Another interesting fact is that mercury will be found in the hair of a person who has been exposed to it. The average person has about one or two ppm in his hair or even more.
Having analyzed sections of the hair of a long- haired person and having known its growth rate, one can approximate the time and intensity of exposure. Most of these analyses have been done by neutron activation, which is advantageous because very small samples can be employed. However, hair can be analyzed by the atomic absorbance method following the digestion procedure used for fish analysis.
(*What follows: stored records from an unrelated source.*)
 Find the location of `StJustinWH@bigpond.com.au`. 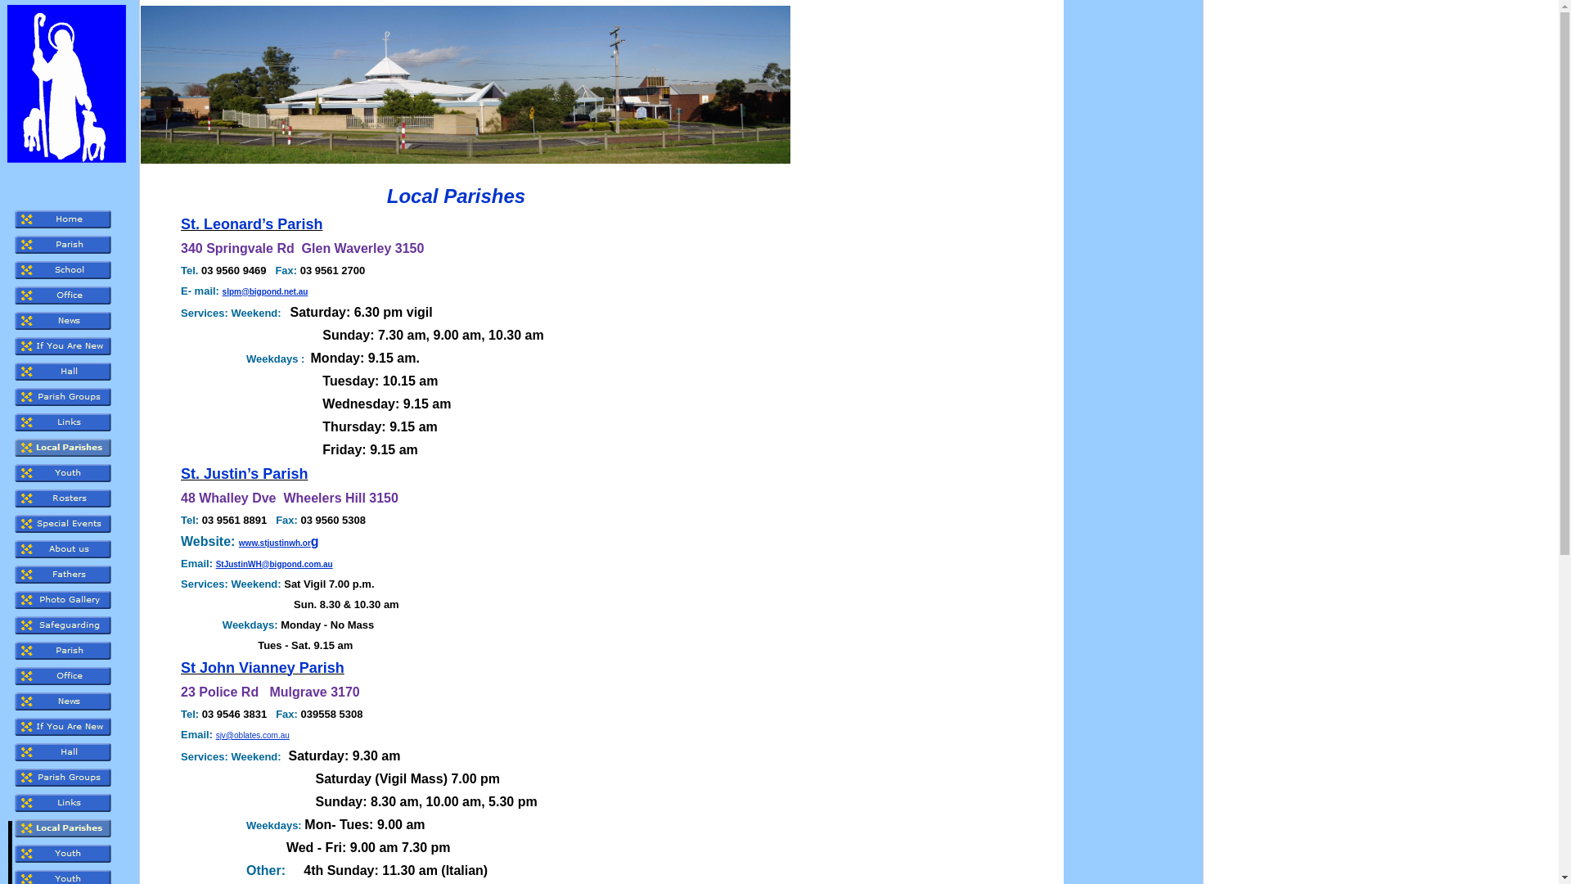

StJustinWH@bigpond.com.au is located at coordinates (275, 565).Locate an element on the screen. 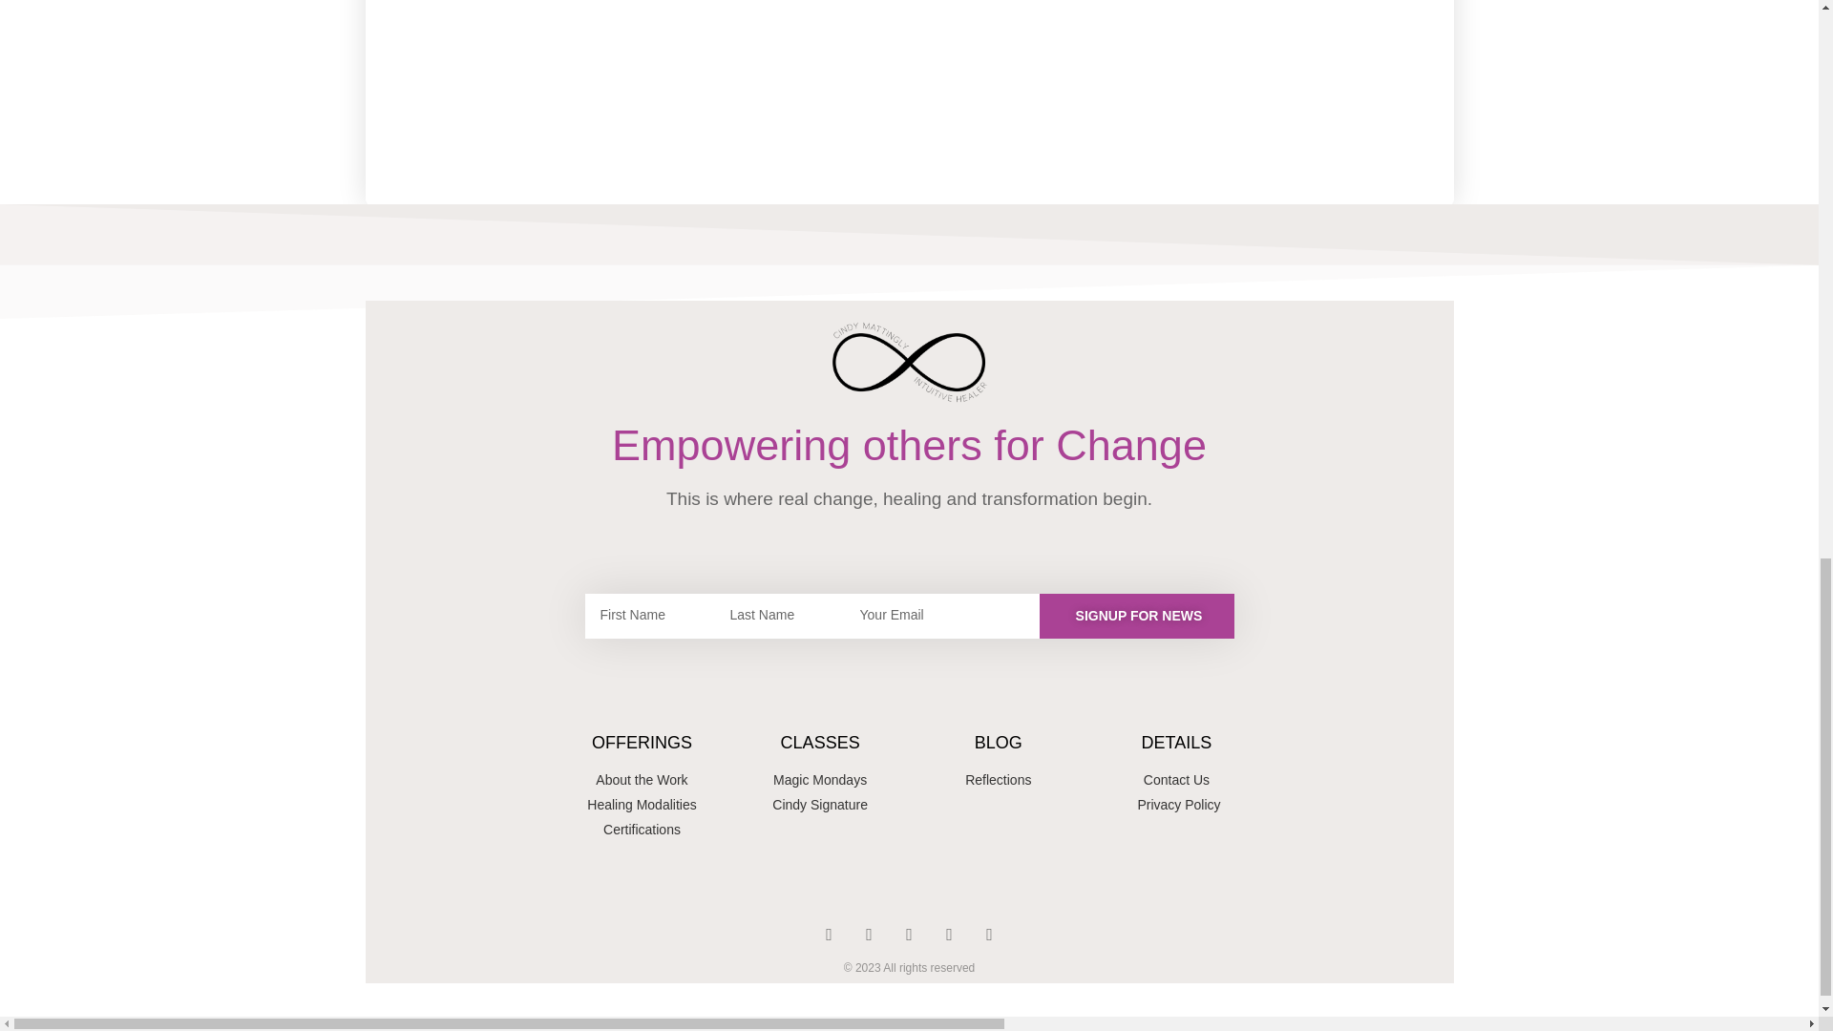 This screenshot has width=1833, height=1031. Reflections is located at coordinates (998, 780).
A 100-mg sample is sufficient for hair in the range of 1 to 10 ppm.
Exercises
I. Translate into Vietnamese paying attention to the finite and non- finite forms of the verb:
1. Having developed a gas chromatographic method for the determination of alkyl and aryl compounds the Swedish scientists got interested in those compounds.
2. Swedish scientists developed a gas chromatographic method for the determination of alkyl and aryl mercuric compounds extracted from fish.
3. The chemists extracted fairly high mercury contents from fish.
4. The scientists found high mercury contents in fish from certain lakes, remote from any known source of pollution.
5. Mercury found in fish was present as a monomethylmercuric ion.
II. Translate into Vietnamese paying attention to the pronoun ((one)):
1. One should keep in mind that industrial analysis is not necessarily a boring occupation.
2. It is pleasant if one dedicates himself to learning about what goes on in chemical systems.
3. An analytical chemist should know enough about existing methodologies to choose the best one for application.
4. To be a good chemist one must first be first of all a good analytical chemist.
III. Translate into Vietnamese paying attention to the Model Verbs + Perfect infinitive:
1. It was realized that drying may have caused some denaturation, but whatever the change it should not have affected the amino acid composition of the proteins.
2. It goes without saying that any of the acid derivatives (amide, ester, etc.) might have been prepared either from benzotrichloride or benzoic anhydride instead of from benzoic acid
3. The mercaptans obtained could have been oxidized in alkaline solutions to disulfides.
4. Zincate solutions could have been prepared by dissolving ZnO in aqueous KOH.
5. It accounts for the observation of Hauer that an X-ray fibre diagram could not be obtained when raw rubber was stretched very slowly, for in this case the region of maximum flow may never have been passed through and the molecular extension necessary for crystallization thus not achieved.
IV. Read the following model of a summary:
The article ((The pains and pleasures of industrial analytical chemistry)) discusses what an analytical chemist should know about existing methodologies and presents a gas chromatographic method for determination of alkyl and aryl
mercuric compounds extracted from fish with benzene and dilute hydrochloric acid.
The paper provides examples of fairly high mercury content in fish from certain lakes of Sweden and Finland, which are remote from any known source of pollution and of finding mercury in the hair of a person exposed to it.
The article illustrates and describes the importance of an analytical chemist who should use the best methodology to a given sample modifying it to the fit the particular situation.